Friday, August 3, 2018

Too Much Water

Although it did not impact my corner of the Ozarks, I want to mention the Great Mississippi River Flood of 1993.  This summer is the 25th anniversary of the most devastating flood in modern U. S. history according to the U. S. Geological Survey. 

In April 2017 we had flash flooding in the southern Ozarks, and it was devastating.  But when the Mississippi, Illinois, Missouri, Des Moines, and other rivers spread out over 400,000 acres in nine state in 1993, 47 people lost their lives. 

This image is from the Quad City Times:
Image result for image of 1993 Mississippi River flood

It was a terrible summer all along the major Midwestern rivers.  Over 1,000 levees broke.  The flooding lasted 200 days in some places.  The damages cost $25 billion. 

Emergency volunteers were put to work all along the rivers filling sandbags to try to save the levees.  Illinois Department of Natural Resources fisheries biologists took their boats to the Illinois and Mississippi rivers to transport sandbags.  Actually the DNR lost some boats and motors in that effort.

In far southern Illinois a levee break allowed the Mississippi River waters to flow across farms and homes to dump into the Ohio River creating a new temporary channel.  I witnessed the scars and deposits of gravel in the middle of productive crop land.  For months farmers and levee districts removed gravel deposits and rebuilt levees. 

The historic city of Ste. Genevieve, Missouri, was saved.  If the flood had crossed into that area, it would have been in the Ozarks, although not "my corner". 

In July 1993 I stood on the steps leading down to the Mississippi River at the Gateway Arch grounds in St. Louis. The river was lapping at the upper steps at that time.  It was a scary scene. 

An article, "Where Dark Waters Raged", in the August Missouri Conservationist describes the flood of 1993 and tells of subsequent restoration, including development of fish and wildlife habitat out of disaster.  That's what we do.  We rise from the mud and gravel and build something new.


Exercise directions: Transcribe every line below exactly; no image goes into the output.
————————
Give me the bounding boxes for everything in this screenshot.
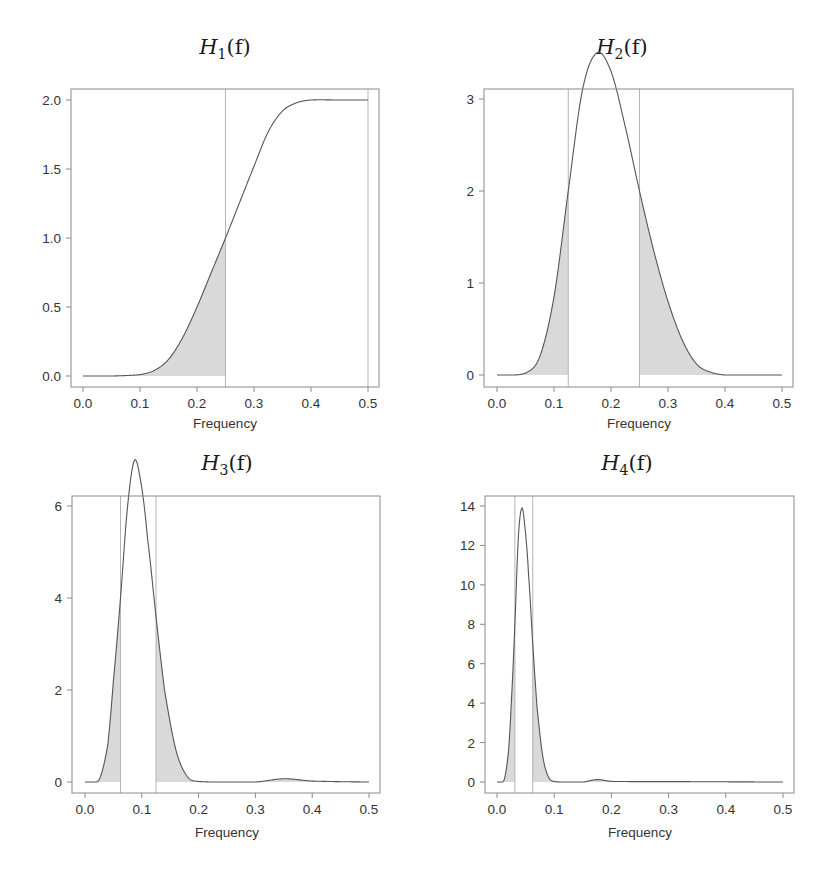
y-tick-label: 2 [466, 184, 474, 199]
panel-title: H1(f) [198, 35, 250, 62]
y-tick-label: 1.0 [42, 231, 61, 246]
x-tick-label: 0.5 [773, 396, 792, 411]
y-tick-label: 4 [54, 591, 62, 606]
y-tick-label: 2 [467, 736, 475, 751]
x-tick-label: 0.5 [360, 802, 379, 817]
plot-area: 0.00.10.20.30.40.50.00.51.01.52.0 [42, 89, 379, 411]
shaded-region [497, 624, 515, 782]
plot-area: 0.00.10.20.30.40.502468101214 [460, 496, 794, 817]
shaded-region [497, 191, 568, 375]
y-tick-label: 0.0 [42, 369, 61, 384]
x-tick-label: 0.0 [76, 802, 95, 817]
y-tick-label: 10 [460, 578, 475, 593]
x-tick-label: 0.5 [359, 396, 378, 411]
x-tick-label: 0.1 [131, 396, 150, 411]
x-axis-label: Frequency [193, 416, 257, 431]
x-tick-label: 0.4 [716, 802, 735, 817]
shaded-region [83, 238, 226, 376]
x-tick-label: 0.2 [602, 396, 621, 411]
y-tick-label: 0.5 [42, 300, 61, 315]
x-axis-label: Frequency [607, 416, 671, 431]
y-tick-label: 4 [467, 696, 475, 711]
x-tick-label: 0.0 [74, 396, 93, 411]
shaded-region [533, 644, 783, 782]
x-tick-label: 0.3 [245, 396, 264, 411]
x-tick-label: 0.1 [545, 396, 564, 411]
x-tick-label: 0.3 [659, 802, 678, 817]
y-tick-label: 14 [460, 499, 476, 514]
x-tick-label: 0.3 [659, 396, 678, 411]
y-tick-label: 0 [54, 775, 62, 790]
x-tick-label: 0.1 [132, 802, 151, 817]
y-tick-label: 0 [467, 775, 475, 790]
y-tick-label: 0 [466, 368, 474, 383]
shaded-region [85, 598, 121, 782]
plot-frame [485, 496, 794, 793]
y-tick-label: 1 [466, 276, 474, 291]
x-tick-label: 0.4 [302, 396, 321, 411]
x-tick-label: 0.2 [188, 396, 207, 411]
plot-area: 0.00.10.20.30.40.50123 [466, 52, 793, 411]
plot-frame [484, 89, 793, 387]
panel-title: H3(f) [200, 451, 252, 478]
x-tick-label: 0.0 [488, 396, 507, 411]
y-tick-label: 8 [467, 617, 475, 632]
y-tick-label: 3 [466, 92, 474, 107]
plot-area: 0.00.10.20.30.40.50246 [54, 460, 380, 817]
x-tick-label: 0.0 [488, 802, 507, 817]
panel-h4: H4(f) 0.00.10.20.30.40.502468101214 Freq… [460, 451, 794, 840]
y-tick-label: 2 [54, 683, 62, 698]
panel-h2: H2(f) 0.00.10.20.30.40.50123 Frequency [466, 35, 793, 431]
shaded-region [640, 191, 783, 375]
panel-h1: H1(f) 0.00.10.20.30.40.50.00.51.01.52.0 … [42, 35, 379, 431]
x-axis-label: Frequency [195, 825, 259, 840]
shaded-region [156, 616, 369, 782]
response-curve [85, 460, 369, 782]
y-tick-label: 6 [54, 499, 62, 514]
panel-title: H4(f) [600, 451, 652, 478]
x-tick-label: 0.4 [716, 396, 735, 411]
x-tick-label: 0.3 [246, 802, 265, 817]
figure: H1(f) 0.00.10.20.30.40.50.00.51.01.52.0 … [0, 0, 837, 878]
panel-h3: H3(f) 0.00.10.20.30.40.50246 Frequency [54, 451, 380, 840]
x-tick-label: 0.2 [602, 802, 621, 817]
y-tick-label: 6 [467, 657, 475, 672]
x-tick-label: 0.2 [189, 802, 208, 817]
y-tick-label: 12 [460, 538, 475, 553]
panel-title: H2(f) [595, 35, 647, 62]
y-tick-label: 2.0 [42, 93, 61, 108]
x-tick-label: 0.5 [774, 802, 793, 817]
x-tick-label: 0.4 [303, 802, 322, 817]
y-tick-label: 1.5 [42, 162, 61, 177]
x-axis-label: Frequency [608, 825, 672, 840]
x-tick-label: 0.1 [545, 802, 564, 817]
————————
Reply to the task:
Give me the bounding boxes for everything in this screenshot.
y-tick-label: 2 [466, 184, 474, 199]
panel-title: H1(f) [198, 35, 250, 62]
y-tick-label: 1.0 [42, 231, 61, 246]
x-tick-label: 0.5 [773, 396, 792, 411]
y-tick-label: 4 [54, 591, 62, 606]
y-tick-label: 2 [467, 736, 475, 751]
x-tick-label: 0.5 [360, 802, 379, 817]
plot-area: 0.00.10.20.30.40.50.00.51.01.52.0 [42, 89, 379, 411]
shaded-region [497, 624, 515, 782]
plot-area: 0.00.10.20.30.40.502468101214 [460, 496, 794, 817]
shaded-region [497, 191, 568, 375]
y-tick-label: 0.0 [42, 369, 61, 384]
x-tick-label: 0.0 [76, 802, 95, 817]
y-tick-label: 10 [460, 578, 475, 593]
x-tick-label: 0.5 [359, 396, 378, 411]
x-tick-label: 0.1 [131, 396, 150, 411]
x-axis-label: Frequency [193, 416, 257, 431]
x-tick-label: 0.4 [716, 802, 735, 817]
shaded-region [83, 238, 226, 376]
x-tick-label: 0.2 [602, 396, 621, 411]
y-tick-label: 0.5 [42, 300, 61, 315]
x-axis-label: Frequency [607, 416, 671, 431]
y-tick-label: 4 [467, 696, 475, 711]
x-tick-label: 0.0 [74, 396, 93, 411]
shaded-region [533, 644, 783, 782]
x-tick-label: 0.3 [245, 396, 264, 411]
x-tick-label: 0.1 [545, 396, 564, 411]
x-tick-label: 0.3 [659, 802, 678, 817]
y-tick-label: 14 [460, 499, 476, 514]
x-tick-label: 0.3 [659, 396, 678, 411]
y-tick-label: 0 [54, 775, 62, 790]
x-tick-label: 0.1 [132, 802, 151, 817]
y-tick-label: 0 [467, 775, 475, 790]
y-tick-label: 0 [466, 368, 474, 383]
shaded-region [85, 598, 121, 782]
plot-frame [485, 496, 794, 793]
y-tick-label: 1 [466, 276, 474, 291]
x-tick-label: 0.4 [302, 396, 321, 411]
x-tick-label: 0.2 [188, 396, 207, 411]
plot-area: 0.00.10.20.30.40.50123 [466, 52, 793, 411]
plot-frame [484, 89, 793, 387]
panel-title: H3(f) [200, 451, 252, 478]
x-tick-label: 0.0 [488, 396, 507, 411]
y-tick-label: 8 [467, 617, 475, 632]
y-tick-label: 3 [466, 92, 474, 107]
plot-area: 0.00.10.20.30.40.50246 [54, 460, 380, 817]
x-tick-label: 0.0 [488, 802, 507, 817]
panel-h4: H4(f) 0.00.10.20.30.40.502468101214 Freq… [460, 451, 794, 840]
y-tick-label: 2 [54, 683, 62, 698]
panel-h2: H2(f) 0.00.10.20.30.40.50123 Frequency [466, 35, 793, 431]
shaded-region [640, 191, 783, 375]
panel-h1: H1(f) 0.00.10.20.30.40.50.00.51.01.52.0 … [42, 35, 379, 431]
x-axis-label: Frequency [195, 825, 259, 840]
shaded-region [156, 616, 369, 782]
response-curve [85, 460, 369, 782]
y-tick-label: 6 [54, 499, 62, 514]
panel-title: H4(f) [600, 451, 652, 478]
x-tick-label: 0.4 [716, 396, 735, 411]
x-tick-label: 0.3 [246, 802, 265, 817]
figure: H1(f) 0.00.10.20.30.40.50.00.51.01.52.0 … [0, 0, 837, 878]
panel-h3: H3(f) 0.00.10.20.30.40.50246 Frequency [54, 451, 380, 840]
x-tick-label: 0.2 [602, 802, 621, 817]
y-tick-label: 6 [467, 657, 475, 672]
x-tick-label: 0.2 [189, 802, 208, 817]
y-tick-label: 12 [460, 538, 475, 553]
panel-title: H2(f) [595, 35, 647, 62]
y-tick-label: 2.0 [42, 93, 61, 108]
x-tick-label: 0.5 [774, 802, 793, 817]
x-tick-label: 0.4 [303, 802, 322, 817]
y-tick-label: 1.5 [42, 162, 61, 177]
x-axis-label: Frequency [608, 825, 672, 840]
x-tick-label: 0.1 [545, 802, 564, 817]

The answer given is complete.